Earlier today, friends and family gathered to remember Corey Capers, a 31-year-old resident of Baruch Houses who was fatally stabbed early Saturday morning. They stood, some weeping, at a memorial full of loving messages set up paces away from where his body was found with a knife wound in the chest, under scaffolding on East Fifth Street, between Avenues C and D.
“I remember him always being a strong person, a laughing person,” said Jonathan Winston, the victim’s brother. “I’m really hurt, but at the end of the day, my little brother, he was a soldier. He went out like a soldier. He went out like a man, and I’m proud of him and I will always be proud of him.”
“I am too,” said Denise Alexander, the victim’s older sister. “You’re my hero, Corey Capers.”
Ms.
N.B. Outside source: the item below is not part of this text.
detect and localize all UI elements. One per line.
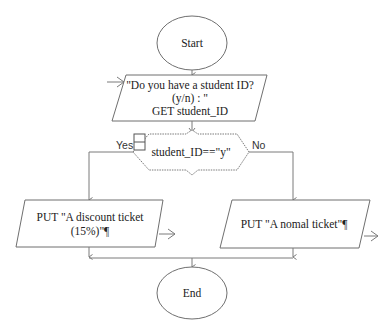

Alexander said she would remember “my brother being greedy, my brother getting on my nerves, my brother just being my baby brother – my last one. He was just my heart. That’s it, that’s my only brother,” she said. “And it’s just sad that you have a young man that’s trying to protect someone and now his life is wronged for no reason.”
Family members said Mr. Capers was stabbed while breaking up an altercation between Carl Knox and his girlfriend. Mr. Knox is now wanted for homicide. A message on a poster at the memorial read, “You died doing what you do best, taking care of family.”
The son of Yvonne Capers and Alan James Henry, Mr. Capers left behind a fiance and a young son, Jahmir Capers. A Facebook memorial page created earlier today remembers Black, as he was known to some, as “a great friend, father, and family [member].”
In the early afternoon, Mr. Capers’ 25-year-old nephew, known as Freezy, sat next to the sidewalk memorial’s candles and cardboard triptych as he remembered his uncle. “He was a good dude, had a kind heart,” he said. “Him jumping into somebody else’s battle, that was just him. He always wanted to be Superman.”
Freezy said he saw his uncle for the final time last week. “He asked me where I was going, what I was doing,” he recalled. “He told me to stay out of trouble.”
He added, “He was one of the guys in the hood that, if you needed help, he was there to help. He always kept everybody smiling. He was just a clown.”
A service for Mr. Capers will be held next Monday at R. G. Ortiz Funeral Home, on First Avenue near Second Street, from 3 p.m. to 9 p.m.
Ms. Alexander had a message for the alleged killer of her brother. “Mr. Knox, I just ask the lord to have mercy on you,” she said, “because if you get across me I’m just sorry, you better hope the Lord serves you right.”